Over my twenty-five years of teaching (1986–2012) one of the most successful behaviors I learned was to apologize out loud in front of the entire class as soon as I realized I was wrong or had been unfair.
If I lost my temper at a particular student, I would apologize to that student out loud by name, and then to the entire class for having embarrassed the student.
I learned to say these words on the first day of classes after a few years: “ I am big (6’2”) and I am loud and if my tone of voice or loudness hurts your feelings please tell me, because feelings are not negotiable. They aren’t right or wrong. They simply are. And if I hurt your feelings I want you to tell me so I can apologize and let you know I did not mean to be rude.”
If I did not realize I owed an apology until after the class was dismissed, I always began the same class the next day with an apology rather than starting off as if nothing had happened. If it was over a weekend, I often suffered apprehension while waiting to offer the apology which I knew was owed.
By the time I retired, I had come to believe that apologizing in front of the entire class was one of the most important things I could do as an adult. My apology let young people know that they were important not simply as learners who performed tasks to demonstrate that I was teaching them a curriculum, but as human beings whose feelings were equal to mine, even if they were only 16 years old and I was 42 — (and later the year I retired 67).
It was an equalizer between us. Otherwise the teacher-student relationship was simply one of power based on grades.
Around my fifth year of teaching in 1990 or ’91, teachers were told to give a survey to students on the last day of class to better understand how students felt about the experience of being in the course. I threw the standardized group-think survey away and created my own.
One of the questions I asked was “Did the teacher apologize when wrong?”
One time, and only one time, in the decades I administered that survey I got an answer to that question which made by heart beat with delight. One student (the surveys were anonymous so I have no idea who it was) answered with this wonderful word: “Always!”
“ Always!” I felt proud that day.
I felt I had grown as a human being to be a better person. And I felt glad that one of my students appreciated the effort I had been making to honor students’ feelings with the dignity they deserved.

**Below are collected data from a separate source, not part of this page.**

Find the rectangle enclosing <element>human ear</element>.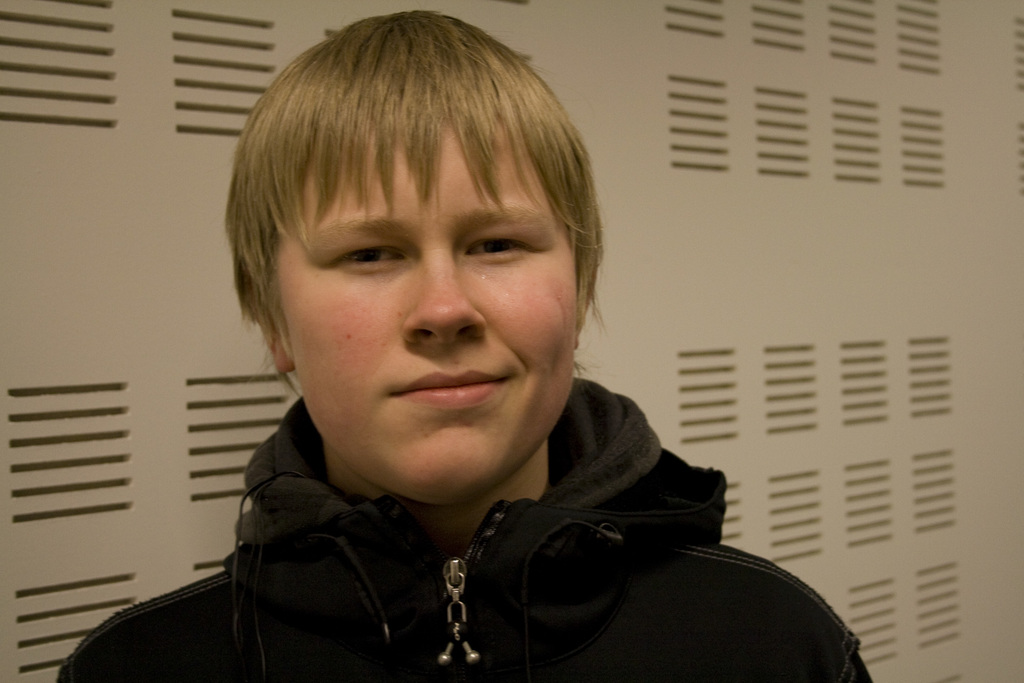
260 308 296 372.
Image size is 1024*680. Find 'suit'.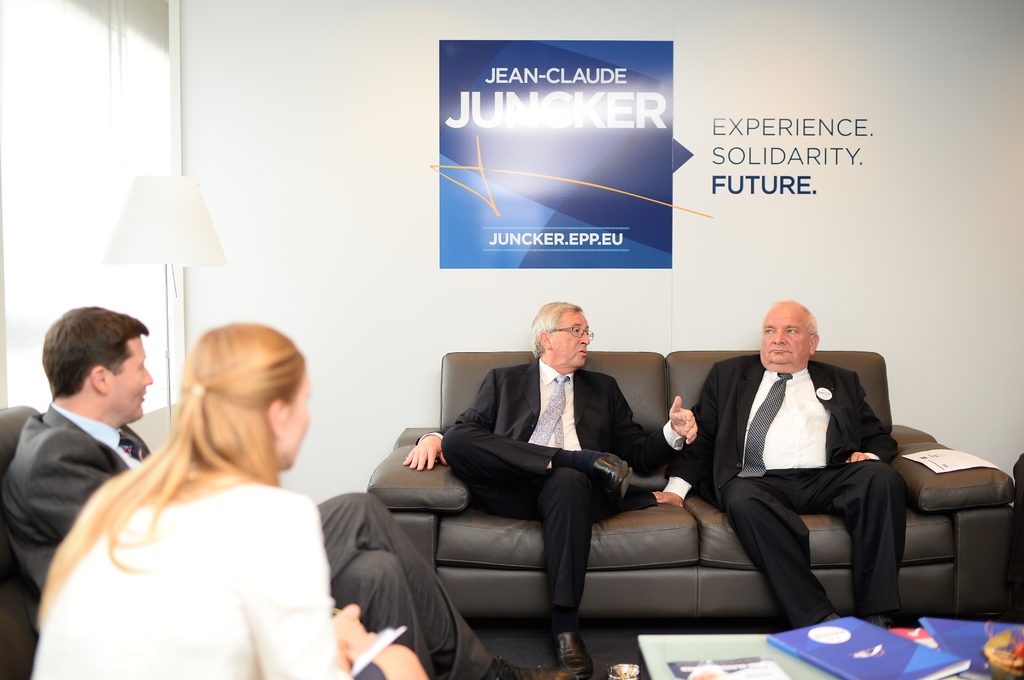
[left=0, top=399, right=492, bottom=679].
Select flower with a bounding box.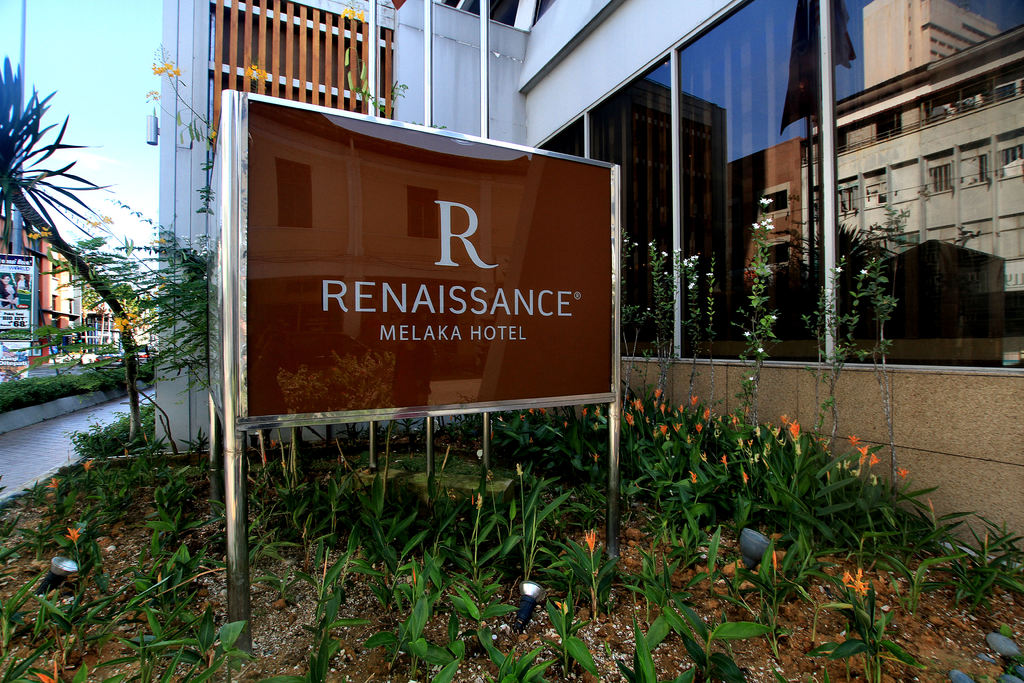
region(626, 413, 632, 425).
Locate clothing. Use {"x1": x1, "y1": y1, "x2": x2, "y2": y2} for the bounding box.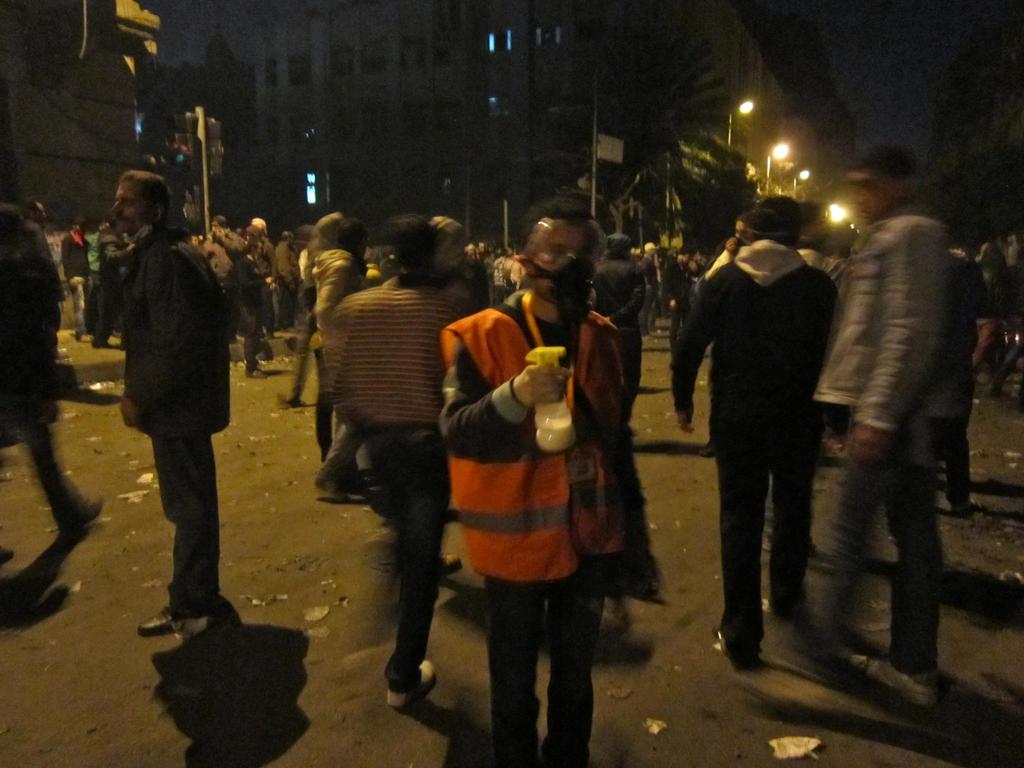
{"x1": 701, "y1": 244, "x2": 735, "y2": 268}.
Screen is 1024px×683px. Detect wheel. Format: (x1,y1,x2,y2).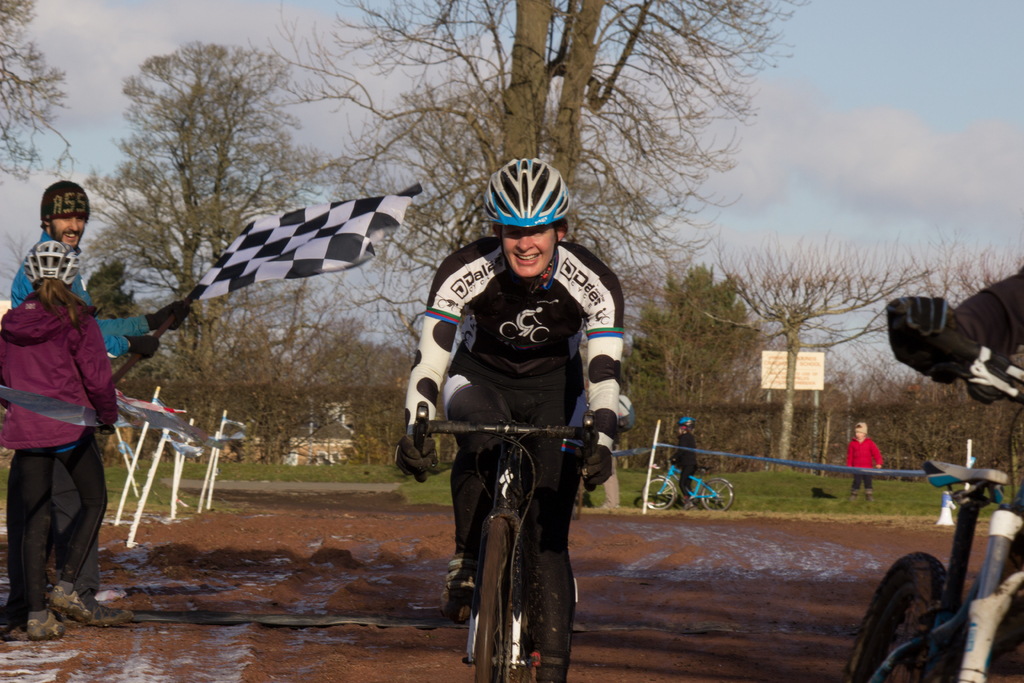
(696,477,737,513).
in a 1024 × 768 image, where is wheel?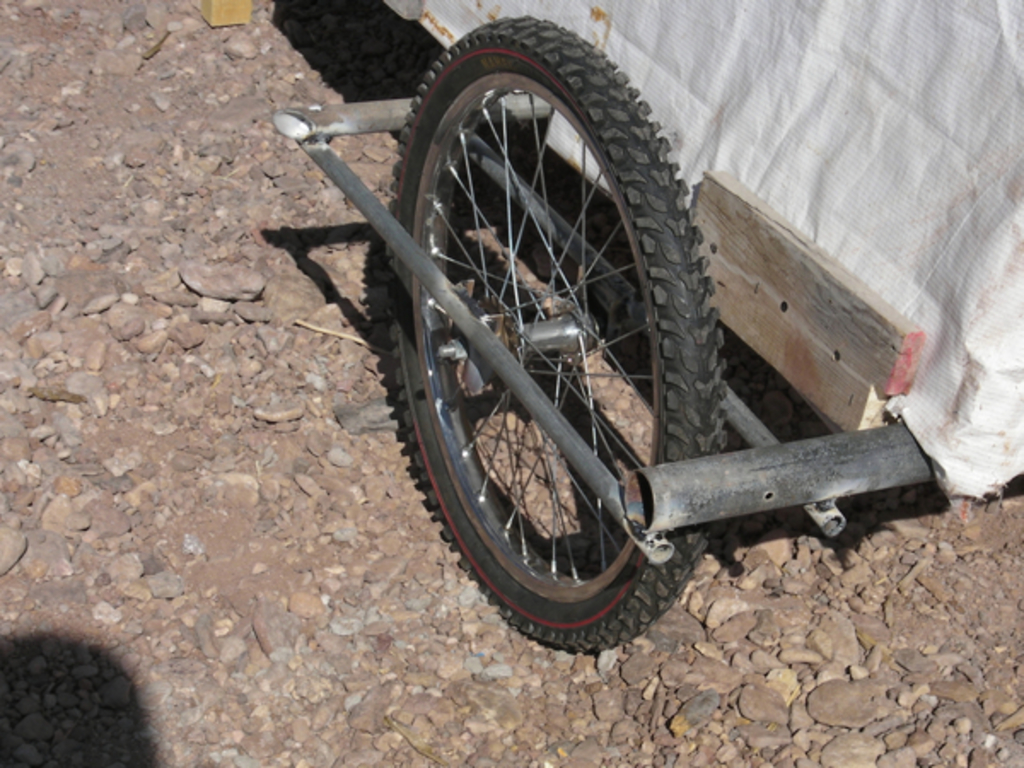
370:55:691:625.
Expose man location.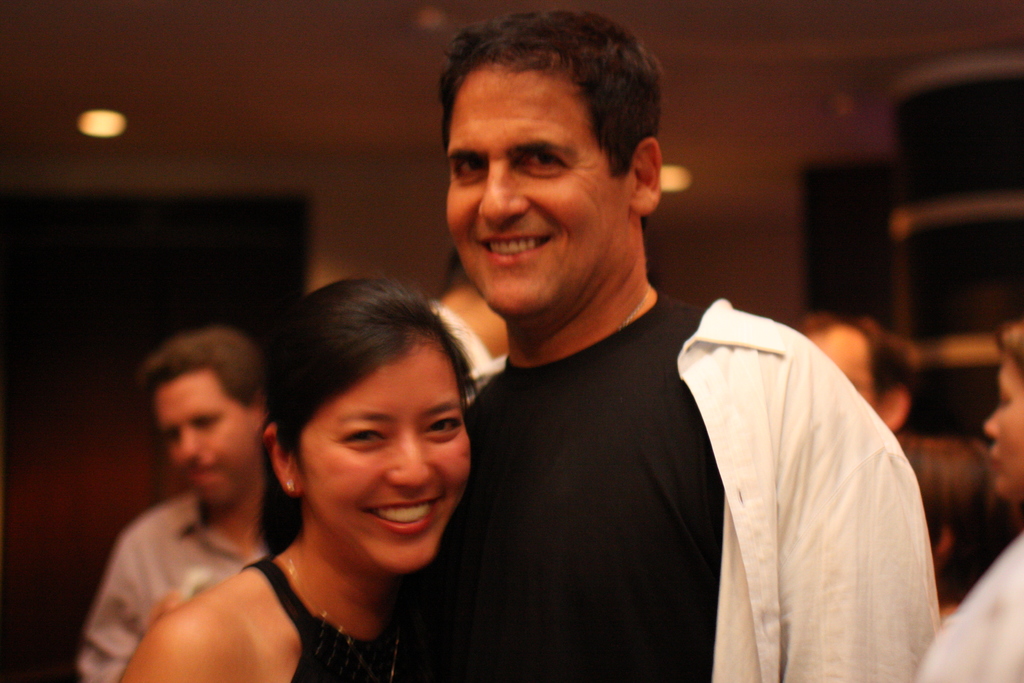
Exposed at region(806, 309, 989, 509).
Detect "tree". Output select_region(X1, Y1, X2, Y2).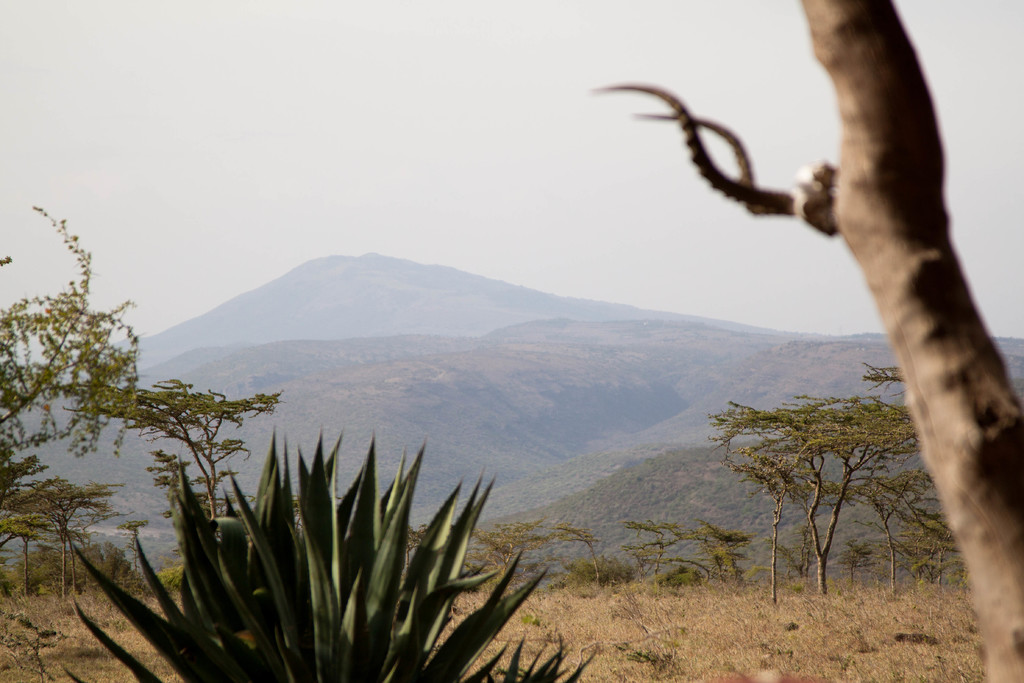
select_region(699, 391, 920, 595).
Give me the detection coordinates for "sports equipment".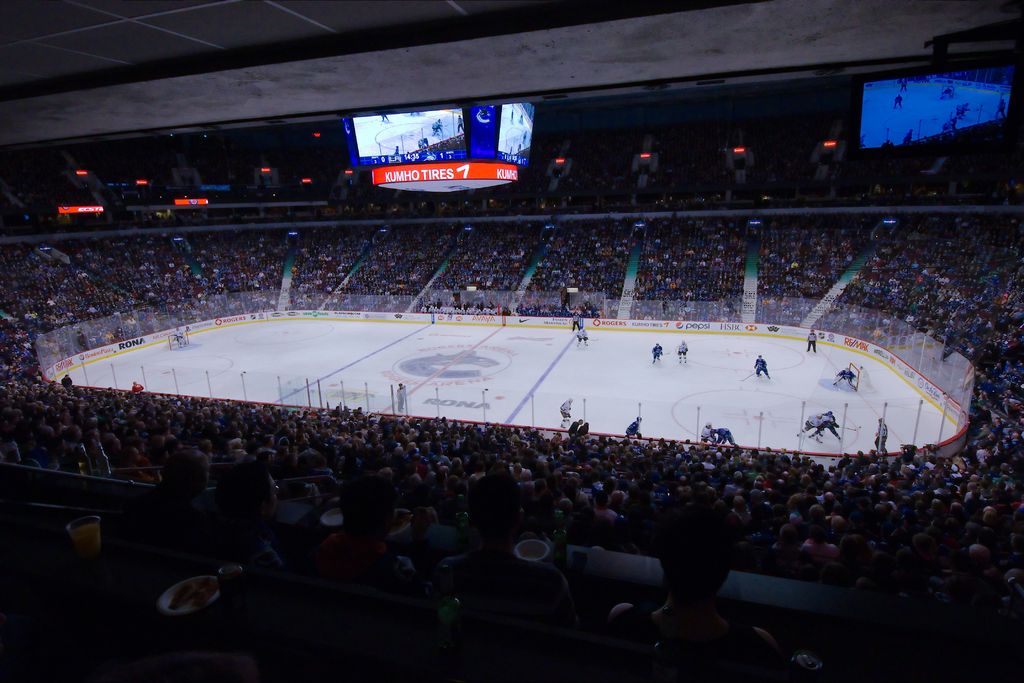
[x1=566, y1=407, x2=575, y2=426].
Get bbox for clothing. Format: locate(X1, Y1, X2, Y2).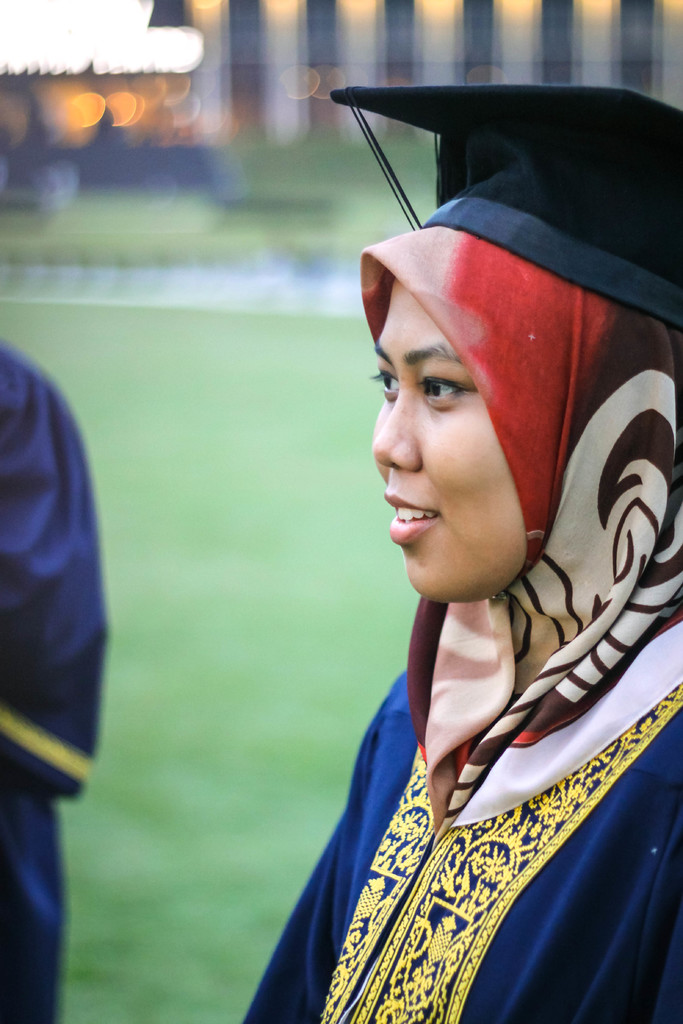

Have I continued to grow? Am I perfect? In fact, I emailed an apology to a relative just before I typed this piece. I was short tempered on the phone and said a few words I regret.
I know a leader in Washington who stubbornly holds that apologizing shows weakness.
I wish he could have been in my classroom and watched my students’ faces when I said “I’m sorry.” They were always silent, as if I had said something sacred.
And I had.
Paul Keane is a retired high school English teacher living in Vermont.